An opportunity of helping Harry Feversham had slipped away; for the Arab who could not even speak his name was Abou Fatma of the Kabbabish tribe, and his presence wounded and helpless upon the Nile steamer between Korosko and Assouan meant that Harry Feversham's carefully laid plan for the rescue of Colonel Trench had failed.
The sun had set and darkness was upon us before the Sirdar and staff, going at times in single file, reached the common prison where the Assouan merchant, Charles Neufeld, was confined. Whilst accompanying a convoy of rifles presented by the Egyptian Government in 1886 to Sheikh Saleh of the friendly Kabbabish tribe, Neufeld had been captured by a party of dervishes.
The country to the south and east was continually patrolled, to guard against a turning movement, and the communications were further strengthened by the establishment of fortified posts at Semna, Wady Atira, and Tanjore. The friendly Arab tribes Bedouin, Kabbabish, and Foggara ranged still more widely in the deserts and occupied the scattered wells.

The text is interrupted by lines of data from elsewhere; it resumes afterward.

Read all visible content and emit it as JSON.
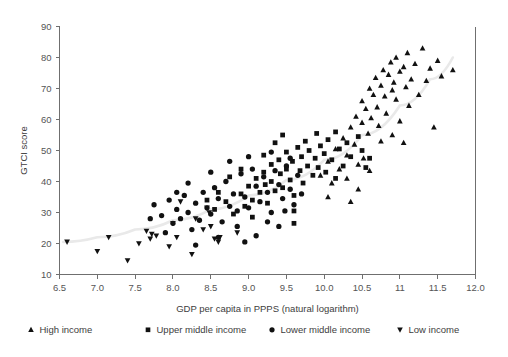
{
  "chart_data": {
    "type": "scatter",
    "title": "",
    "xlabel": "GDP per capita in PPPS (natural logarithm)",
    "ylabel": "GTCI score",
    "xlim": [
      6.5,
      12.0
    ],
    "ylim": [
      10,
      90
    ],
    "xticks": [
      6.5,
      7.0,
      7.5,
      8.0,
      8.5,
      9.0,
      9.5,
      10.0,
      10.5,
      11.0,
      11.5,
      12.0
    ],
    "xtick_labels": [
      "6.5",
      "7.0",
      "7.5",
      "8.0",
      "8.5",
      "9.0",
      "9.5",
      "10.0",
      "10.5",
      "11",
      "11.5",
      "12.0"
    ],
    "yticks": [
      10,
      20,
      30,
      40,
      50,
      60,
      70,
      80,
      90
    ],
    "ytick_labels": [
      "10",
      "20",
      "30",
      "40",
      "50",
      "60",
      "70",
      "80",
      "90"
    ],
    "grid": false,
    "legend_position": "bottom",
    "trendline": {
      "visible": true,
      "color": "#e9e9e9",
      "points": [
        [
          6.55,
          20.5
        ],
        [
          7.0,
          22.0
        ],
        [
          7.5,
          24.5
        ],
        [
          8.0,
          27.5
        ],
        [
          8.5,
          31.0
        ],
        [
          9.0,
          35.5
        ],
        [
          9.5,
          40.5
        ],
        [
          10.0,
          47.0
        ],
        [
          10.5,
          55.0
        ],
        [
          11.0,
          64.5
        ],
        [
          11.4,
          73.0
        ],
        [
          11.7,
          80.0
        ]
      ]
    },
    "series": [
      {
        "name": "High income",
        "marker": "triangle-up",
        "color": "#111111",
        "points": [
          [
            9.95,
            42.0
          ],
          [
            10.05,
            46.5
          ],
          [
            10.1,
            39.5
          ],
          [
            10.15,
            50.5
          ],
          [
            10.2,
            44.0
          ],
          [
            10.25,
            54.0
          ],
          [
            10.3,
            48.5
          ],
          [
            10.3,
            41.0
          ],
          [
            10.35,
            57.5
          ],
          [
            10.4,
            52.0
          ],
          [
            10.42,
            61.0
          ],
          [
            10.45,
            45.5
          ],
          [
            10.5,
            59.0
          ],
          [
            10.5,
            66.0
          ],
          [
            10.55,
            63.5
          ],
          [
            10.58,
            55.5
          ],
          [
            10.6,
            70.0
          ],
          [
            10.62,
            60.5
          ],
          [
            10.65,
            68.0
          ],
          [
            10.68,
            73.5
          ],
          [
            10.7,
            64.0
          ],
          [
            10.72,
            58.0
          ],
          [
            10.75,
            71.0
          ],
          [
            10.78,
            76.0
          ],
          [
            10.8,
            67.5
          ],
          [
            10.82,
            62.0
          ],
          [
            10.85,
            74.5
          ],
          [
            10.88,
            78.5
          ],
          [
            10.9,
            69.5
          ],
          [
            10.92,
            72.0
          ],
          [
            10.95,
            80.0
          ],
          [
            10.95,
            66.5
          ],
          [
            11.0,
            75.5
          ],
          [
            11.0,
            59.5
          ],
          [
            11.05,
            77.0
          ],
          [
            11.08,
            70.5
          ],
          [
            11.1,
            81.5
          ],
          [
            11.12,
            64.5
          ],
          [
            11.15,
            73.0
          ],
          [
            11.2,
            78.0
          ],
          [
            11.25,
            68.0
          ],
          [
            11.3,
            83.0
          ],
          [
            11.35,
            72.5
          ],
          [
            11.4,
            76.5
          ],
          [
            11.45,
            57.5
          ],
          [
            11.5,
            79.0
          ],
          [
            11.55,
            74.0
          ],
          [
            11.7,
            76.0
          ],
          [
            10.05,
            35.0
          ],
          [
            10.45,
            37.5
          ],
          [
            10.6,
            43.5
          ],
          [
            10.9,
            55.0
          ],
          [
            11.05,
            52.5
          ],
          [
            10.35,
            33.5
          ],
          [
            10.52,
            47.5
          ],
          [
            10.75,
            53.0
          ]
        ]
      },
      {
        "name": "Upper middle income",
        "marker": "square",
        "color": "#111111",
        "points": [
          [
            8.55,
            31.0
          ],
          [
            8.7,
            33.5
          ],
          [
            8.8,
            29.5
          ],
          [
            8.9,
            36.0
          ],
          [
            8.95,
            32.0
          ],
          [
            9.0,
            38.5
          ],
          [
            9.05,
            34.0
          ],
          [
            9.1,
            41.0
          ],
          [
            9.15,
            36.5
          ],
          [
            9.2,
            43.0
          ],
          [
            9.22,
            39.0
          ],
          [
            9.25,
            33.0
          ],
          [
            9.3,
            45.5
          ],
          [
            9.3,
            40.0
          ],
          [
            9.35,
            37.0
          ],
          [
            9.4,
            47.0
          ],
          [
            9.42,
            42.5
          ],
          [
            9.45,
            38.0
          ],
          [
            9.5,
            49.5
          ],
          [
            9.5,
            44.0
          ],
          [
            9.55,
            40.5
          ],
          [
            9.58,
            46.5
          ],
          [
            9.6,
            35.5
          ],
          [
            9.65,
            51.0
          ],
          [
            9.68,
            43.5
          ],
          [
            9.7,
            48.0
          ],
          [
            9.72,
            39.5
          ],
          [
            9.75,
            53.0
          ],
          [
            9.78,
            45.0
          ],
          [
            9.8,
            50.0
          ],
          [
            9.85,
            42.0
          ],
          [
            9.88,
            47.5
          ],
          [
            9.9,
            55.5
          ],
          [
            9.92,
            44.5
          ],
          [
            9.95,
            51.5
          ],
          [
            10.0,
            49.0
          ],
          [
            10.02,
            43.0
          ],
          [
            10.05,
            53.5
          ],
          [
            10.1,
            47.0
          ],
          [
            10.15,
            56.0
          ],
          [
            10.2,
            50.5
          ],
          [
            10.25,
            45.0
          ],
          [
            10.3,
            52.5
          ],
          [
            10.35,
            48.0
          ],
          [
            10.45,
            54.5
          ],
          [
            10.5,
            50.0
          ],
          [
            10.55,
            44.5
          ],
          [
            9.35,
            52.5
          ],
          [
            9.6,
            30.5
          ],
          [
            8.6,
            36.5
          ],
          [
            8.45,
            34.0
          ],
          [
            9.05,
            28.5
          ],
          [
            9.45,
            55.0
          ],
          [
            10.15,
            41.0
          ],
          [
            10.6,
            47.5
          ],
          [
            9.2,
            48.5
          ],
          [
            8.75,
            41.5
          ],
          [
            8.9,
            44.0
          ],
          [
            9.6,
            26.5
          ]
        ]
      },
      {
        "name": "Lower middle income",
        "marker": "circle",
        "color": "#111111",
        "points": [
          [
            7.75,
            32.5
          ],
          [
            7.85,
            29.0
          ],
          [
            7.95,
            34.0
          ],
          [
            8.0,
            26.5
          ],
          [
            8.05,
            31.0
          ],
          [
            8.1,
            28.0
          ],
          [
            8.15,
            35.5
          ],
          [
            8.2,
            30.0
          ],
          [
            8.25,
            24.5
          ],
          [
            8.3,
            33.0
          ],
          [
            8.35,
            27.5
          ],
          [
            8.4,
            36.5
          ],
          [
            8.45,
            31.5
          ],
          [
            8.5,
            29.5
          ],
          [
            8.55,
            38.0
          ],
          [
            8.6,
            34.5
          ],
          [
            8.65,
            27.0
          ],
          [
            8.7,
            40.0
          ],
          [
            8.75,
            32.0
          ],
          [
            8.8,
            36.0
          ],
          [
            8.85,
            30.5
          ],
          [
            8.9,
            42.5
          ],
          [
            8.95,
            35.0
          ],
          [
            9.0,
            31.5
          ],
          [
            9.05,
            44.0
          ],
          [
            9.1,
            38.5
          ],
          [
            9.15,
            33.5
          ],
          [
            9.2,
            41.5
          ],
          [
            9.25,
            36.5
          ],
          [
            9.3,
            30.0
          ],
          [
            9.35,
            43.5
          ],
          [
            9.4,
            39.0
          ],
          [
            9.45,
            34.5
          ],
          [
            9.5,
            45.0
          ],
          [
            9.55,
            37.5
          ],
          [
            9.6,
            32.5
          ],
          [
            9.65,
            42.0
          ],
          [
            9.7,
            36.0
          ],
          [
            8.3,
            19.5
          ],
          [
            9.1,
            22.5
          ],
          [
            8.85,
            25.5
          ],
          [
            7.9,
            23.5
          ],
          [
            8.2,
            39.5
          ],
          [
            8.5,
            43.0
          ],
          [
            8.75,
            46.5
          ],
          [
            9.0,
            48.0
          ],
          [
            9.25,
            27.0
          ],
          [
            9.4,
            25.5
          ],
          [
            9.55,
            47.5
          ],
          [
            8.6,
            22.0
          ],
          [
            8.05,
            36.5
          ],
          [
            9.3,
            49.5
          ],
          [
            7.7,
            28.0
          ],
          [
            8.95,
            20.5
          ],
          [
            9.48,
            30.5
          ]
        ]
      },
      {
        "name": "Low income",
        "marker": "triangle-down",
        "color": "#111111",
        "points": [
          [
            6.6,
            20.5
          ],
          [
            7.0,
            17.5
          ],
          [
            7.15,
            22.0
          ],
          [
            7.4,
            14.5
          ],
          [
            7.55,
            20.0
          ],
          [
            7.65,
            24.0
          ],
          [
            7.7,
            21.5
          ],
          [
            7.72,
            23.0
          ],
          [
            7.78,
            22.5
          ],
          [
            8.0,
            26.5
          ],
          [
            8.05,
            22.0
          ],
          [
            8.25,
            16.5
          ],
          [
            8.45,
            31.5
          ],
          [
            8.48,
            30.0
          ],
          [
            8.5,
            25.5
          ],
          [
            8.55,
            21.5
          ],
          [
            8.6,
            20.5
          ],
          [
            8.62,
            22.0
          ],
          [
            8.85,
            23.5
          ],
          [
            8.3,
            28.0
          ],
          [
            7.95,
            19.0
          ],
          [
            8.4,
            24.5
          ],
          [
            8.1,
            33.5
          ]
        ]
      }
    ]
  },
  "legend": {
    "items": [
      {
        "label": "High income",
        "marker": "triangle-up"
      },
      {
        "label": "Upper middle income",
        "marker": "square"
      },
      {
        "label": "Lower middle income",
        "marker": "circle"
      },
      {
        "label": "Low income",
        "marker": "triangle-down"
      }
    ]
  }
}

Captain Willoughby began to feel sorry that he had been in such haste to deny all acquaintance with Abou Fatma of the Kabbabish tribe. "No; it was not Abou Fatma," he said, with an awkward sort of hesitation. He dreaded the next question which Durrance would put to him. He filled his pipe, pondering what answer he should make to it. But Durrance put no question at all for the moment.
"No, a man of the Kabbabish tribe." "Abou Fatma?" Willoughby repeated, as though for the first time he had heard the name. "No, I never came across him;" and then he stopped. It occurred to Durrance that it was not a natural place at which to stop; Willoughby might have been expected to add, "Why do you ask me?" or some question of the kind. But he kept silent.
And so, turning on his side, he slept dreamlessly while the hosts of the stars trampled across the heavens above his head. Now, at this moment Abou Fatma of the Kabbabish tribe was sleeping under a boulder on the Khor Gwob. He rose early and continued along the broad plains to the white city of Suakin.
I don't think we can spare you for the Royal Mallows just yet awhile." "But, sir; but !" "The fewer questions the better, perhaps. But of course it must seem rather amazing. I had a little private business with the Kabbabish. It must be done in person. I did it, and came to your post in my return. I kept on winking at you as a sign that I wanted a word with you alone." "Yes, yes.
If a man were to leave the river, he might journey westward and find no human habitation, nor the smoke of a cooking fire, except the lonely tent of a Kabbabish Arab or the encampment of a trader's caravan, till he reached the coast-line of America. Or he might go east and find nothing but sand and sea and sun until Bombay rose above the horizon.